Rupert Murdoch’s denials about knowing about phone hacking at his British papers look even more implausible after a professional phone hacker drops a bombshell at the trial, reports Rodney E. Lever.
A PROFESSIONAL PHONE HACKER has dropped a bombshell into the trial of the journalists employed at Rupert Murdoch’s British newspapers.
Daniel Evans was a reporter on the News of the World and the Sunday Mirror newspapers. He is the first journalist in the first trial to confess openly to his hacking work, effectively offering his information as Queen’s Evidence, allowing him to avoid prosecution.
Hacking into private telephones was a “fairly standard tool” tool used in British newspapers, he told the jury in the Old Bailey courtroom.
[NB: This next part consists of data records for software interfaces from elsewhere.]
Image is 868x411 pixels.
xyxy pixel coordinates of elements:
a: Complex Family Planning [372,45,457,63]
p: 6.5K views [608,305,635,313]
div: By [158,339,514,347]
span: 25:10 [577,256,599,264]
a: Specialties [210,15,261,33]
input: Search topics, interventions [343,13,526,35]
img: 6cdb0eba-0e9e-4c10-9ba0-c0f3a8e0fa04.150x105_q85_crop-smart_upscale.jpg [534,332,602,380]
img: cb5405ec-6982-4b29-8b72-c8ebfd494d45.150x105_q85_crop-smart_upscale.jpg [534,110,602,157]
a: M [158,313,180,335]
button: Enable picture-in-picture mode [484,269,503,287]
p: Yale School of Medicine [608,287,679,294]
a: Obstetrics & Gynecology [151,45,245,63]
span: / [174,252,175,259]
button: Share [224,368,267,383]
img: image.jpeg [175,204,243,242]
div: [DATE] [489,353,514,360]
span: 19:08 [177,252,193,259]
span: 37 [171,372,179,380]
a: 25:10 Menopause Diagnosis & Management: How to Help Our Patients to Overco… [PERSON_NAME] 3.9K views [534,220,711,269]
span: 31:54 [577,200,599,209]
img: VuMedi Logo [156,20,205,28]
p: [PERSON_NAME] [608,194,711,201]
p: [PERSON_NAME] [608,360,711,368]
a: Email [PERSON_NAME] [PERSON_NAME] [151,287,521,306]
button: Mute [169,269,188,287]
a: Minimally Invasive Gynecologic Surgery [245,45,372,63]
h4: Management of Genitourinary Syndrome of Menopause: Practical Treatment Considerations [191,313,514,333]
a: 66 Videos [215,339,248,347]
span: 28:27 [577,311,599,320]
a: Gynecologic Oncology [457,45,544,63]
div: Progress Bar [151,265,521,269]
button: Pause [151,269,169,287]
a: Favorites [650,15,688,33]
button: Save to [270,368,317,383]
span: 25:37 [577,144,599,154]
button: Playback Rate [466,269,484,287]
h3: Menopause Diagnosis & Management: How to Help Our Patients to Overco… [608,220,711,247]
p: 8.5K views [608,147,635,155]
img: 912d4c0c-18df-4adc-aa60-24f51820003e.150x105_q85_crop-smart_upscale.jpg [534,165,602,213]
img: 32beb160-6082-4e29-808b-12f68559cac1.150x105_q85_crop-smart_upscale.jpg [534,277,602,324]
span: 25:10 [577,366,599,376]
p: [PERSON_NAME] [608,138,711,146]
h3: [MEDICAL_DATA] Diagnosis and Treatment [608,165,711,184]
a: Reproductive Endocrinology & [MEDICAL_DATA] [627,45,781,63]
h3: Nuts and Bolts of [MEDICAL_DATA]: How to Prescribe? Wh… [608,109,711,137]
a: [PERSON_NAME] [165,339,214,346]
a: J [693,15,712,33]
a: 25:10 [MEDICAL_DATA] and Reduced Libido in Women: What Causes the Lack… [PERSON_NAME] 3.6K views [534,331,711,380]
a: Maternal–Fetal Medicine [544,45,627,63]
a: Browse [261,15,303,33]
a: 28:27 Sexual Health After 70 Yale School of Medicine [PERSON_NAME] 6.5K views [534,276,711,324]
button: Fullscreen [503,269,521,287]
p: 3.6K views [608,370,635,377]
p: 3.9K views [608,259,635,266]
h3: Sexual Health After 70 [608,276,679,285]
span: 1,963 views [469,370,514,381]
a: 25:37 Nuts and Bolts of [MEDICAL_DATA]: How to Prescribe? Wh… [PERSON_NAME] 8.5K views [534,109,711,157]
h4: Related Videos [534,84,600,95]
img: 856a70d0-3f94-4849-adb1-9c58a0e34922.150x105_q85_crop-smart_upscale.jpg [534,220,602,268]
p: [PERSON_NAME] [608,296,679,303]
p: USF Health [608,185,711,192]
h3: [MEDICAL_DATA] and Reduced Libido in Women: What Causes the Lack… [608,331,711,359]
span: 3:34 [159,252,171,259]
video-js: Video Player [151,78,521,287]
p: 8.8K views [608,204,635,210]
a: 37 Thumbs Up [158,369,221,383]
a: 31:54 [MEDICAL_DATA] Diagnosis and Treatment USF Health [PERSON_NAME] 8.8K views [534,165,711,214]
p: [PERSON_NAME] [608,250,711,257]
He had been taught the tricks of the hacking trade by another journalist.
The News of the World had made several attempts to persuade Evans to leave the Sunday Mirror and work for Rupert Murdoch.
Murdoch’s News of the World editor, Andy Coulson, invited him to breakfast at a London Hotel. He told Coulson he had learned all the secrets of how to intercept various forms of private communications.
“I have all this information stored in my head,” he said.
He told Coulson how he had a long list of hacking targets, storing their pin numbers in his private files.
Said Evans:
“I can do anything with any phone.”
Coulson made him an offer he could not refuse and he switched from the Sunday Mirror to the News of the World. From then on he spent every working day hacking into phones for the Murdoch newspapers.
Coulson went on to become the communications director in the office of British Prime Minister David Cameron.
Daniel Evans’ courtroom evidence thrown a new light on Rupert Murdoch’s continued refusal to admit he had any knowledge of what was going on inside his newspapers.
The evidence building up step by step in the Old Bailey courtroom is ridiculing Murdoch’s claims of innocence and ignorance. There are still months to go before all the charges against company employees and heard and more is bound to come out.
The evidence given by Daniel Evans leaves another significant hole in Murdoch’s claims that nobody ever told him anything.